ATLANTA – Georgia is gearing up to implement a new approach to teaching reading in the early grades.
Gov. Brian Kemp recently signed into law two literacy bills passed during this year’s legislative session.
About 36% of Georgia third graders read below grade level, according to the state’s 2022 Milestones test results, and around 17% of the state’s adults lack basic literacy skills.
The new laws aim at improving those numbers by introducing two related approaches to literacy instruction: “the science of reading” and “structured literacy.”
“Science of reading is sort of a relatively new term that bundles together … the role and necessity of systematic instruction on phonics, phonemic awareness, fluency as well as comprehension and vocabulary,” said Sarah Woulfin, an associate professor at the College of Education at the University of Texas-Austin.

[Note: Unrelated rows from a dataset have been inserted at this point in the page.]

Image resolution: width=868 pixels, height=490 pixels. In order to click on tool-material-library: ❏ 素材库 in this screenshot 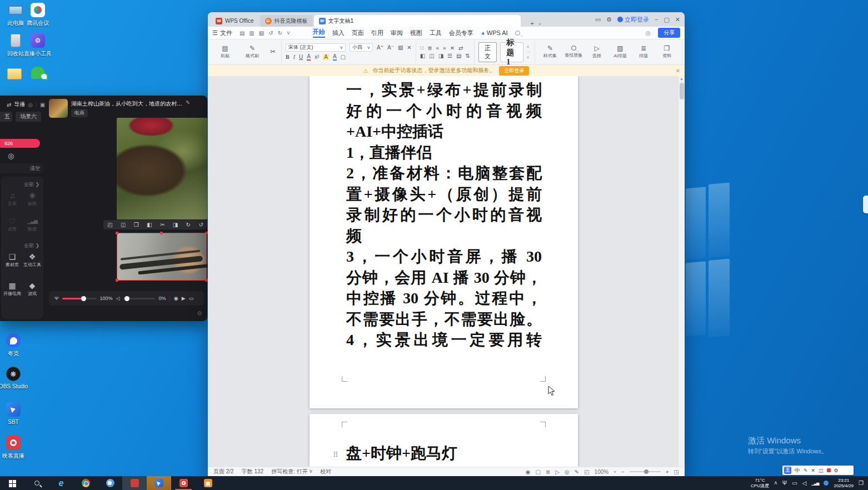, I will do `click(12, 260)`.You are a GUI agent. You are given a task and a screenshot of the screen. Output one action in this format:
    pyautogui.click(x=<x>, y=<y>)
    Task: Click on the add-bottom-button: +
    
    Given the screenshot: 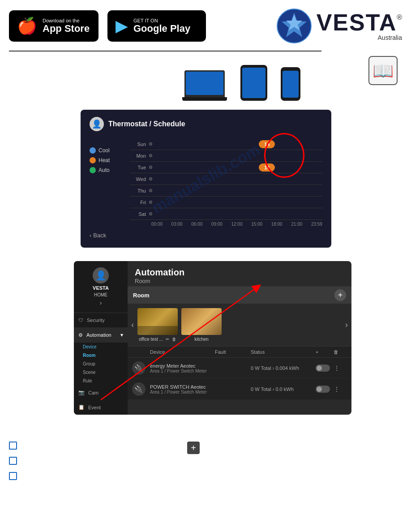 What is the action you would take?
    pyautogui.click(x=193, y=448)
    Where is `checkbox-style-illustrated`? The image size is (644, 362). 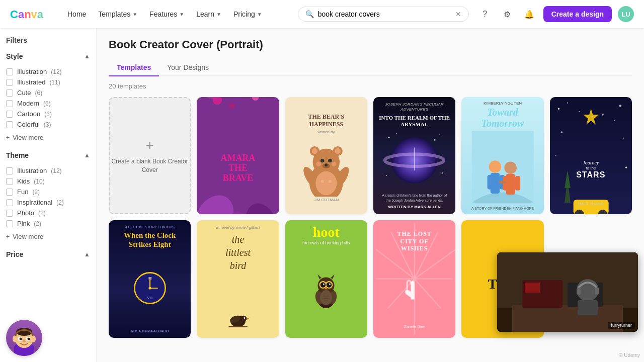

“It’s become a kind of streamlined way to talk about evidence-based reading instruction in an effort to change reading instruction in one particular direction.”
“Structured literacy,” as defined by one of the new literacy laws, refers to an “evidence-based approach to teaching oral and written language … characterized by explicit, systematic, cumulative, and diagnostic instruction.”
The new law names six specific topics of focus: phonology, sound-symbol association, syllable instruction, morphology, syntax, and semantics.
“The idea is giving guardrails and a strategic mindset to how literacy instruction is delivered,” said Matt Smith, director of policy and research at the Georgia Partnership for Excellence in Education (GPEE).
“We’re talking about making reading instruction in the early grades more systematic. … There’s a process. You screen and identify the students that have reading deficits.”